Every morning I eat five multi-vitamins and one tablet that stops ovulation, so I do not become pregnant. My husband’s name rhymes with heron, and he does not know I am on birth control. He is forgetful. He eats almonds with his breakfast, and fish curry for lunch, to improve his memory. It’s strange, I tell him, that fish are such forgetful beings, but we eat them to remember better.
I call him Heron because it is disrespectful to speak his name. When I am alone I say his name to myself: Kiran. I am expected to cook all his meals and have sex with him weekly. The unexpected consequence of such an arrangement: a desire to know and be known. There is a dissonance between his lack of affection, and the intimacy of our shared life. The closest Heron comes to expressing tenderness is when he says, You don’t eat enough. On Sundays, he watches my favourite TV show with me, without complaining.

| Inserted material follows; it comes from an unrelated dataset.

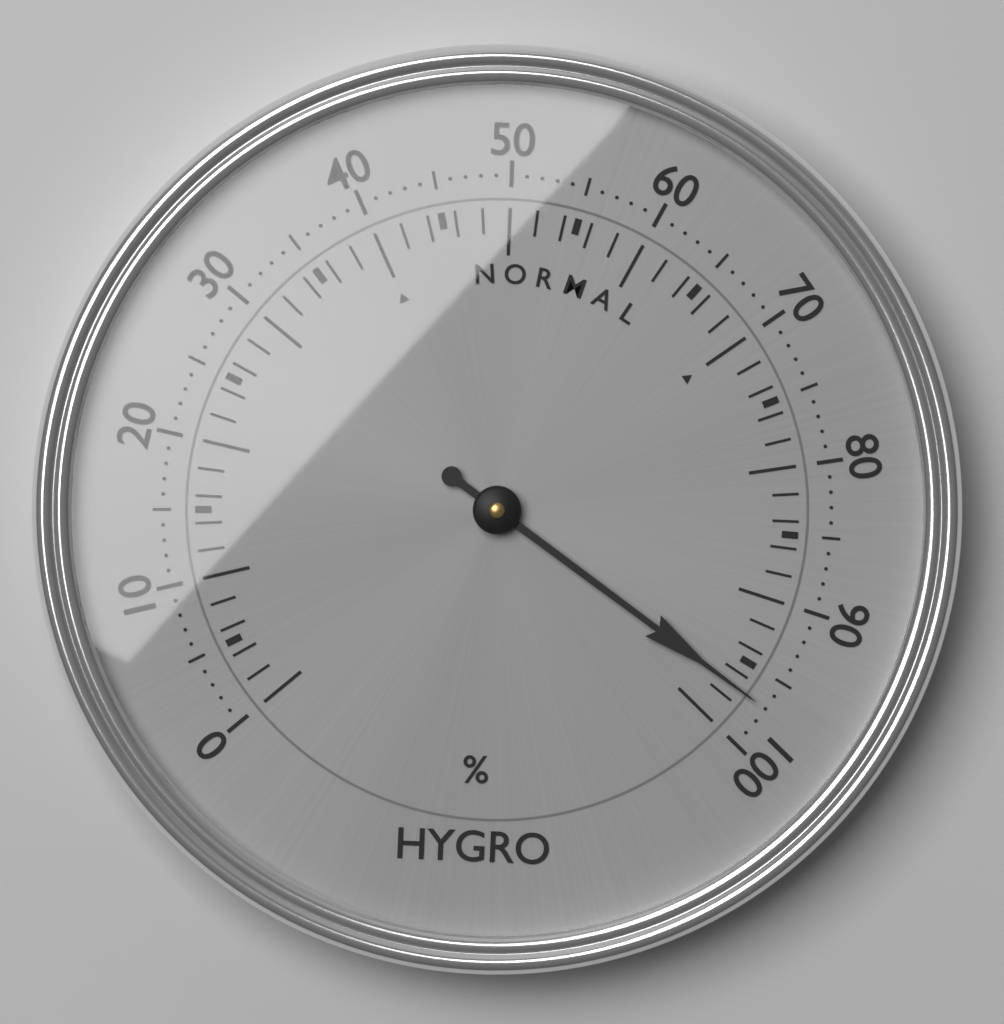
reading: 97 %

I found the book at a used bookstore; the previous owner has drawn a moustache on all the animals, the binding is damaged, but the photographs have maintained their sheen. The Japanese man writes about a skeletal old woman who does not eat. At each performance, she walks around the ring, and the audience watches as the circus master offers her a glass of water. It sounds mundane, but it is one of the most dramatic moments in the show, because any day now the woman is expected to collapse. At night, the author watches the woman, expecting to find her sneaking food from a pocket hidden in the voluminous folds of her sari. Instead he discovers that she sleeps heavily and snores like a steam engine.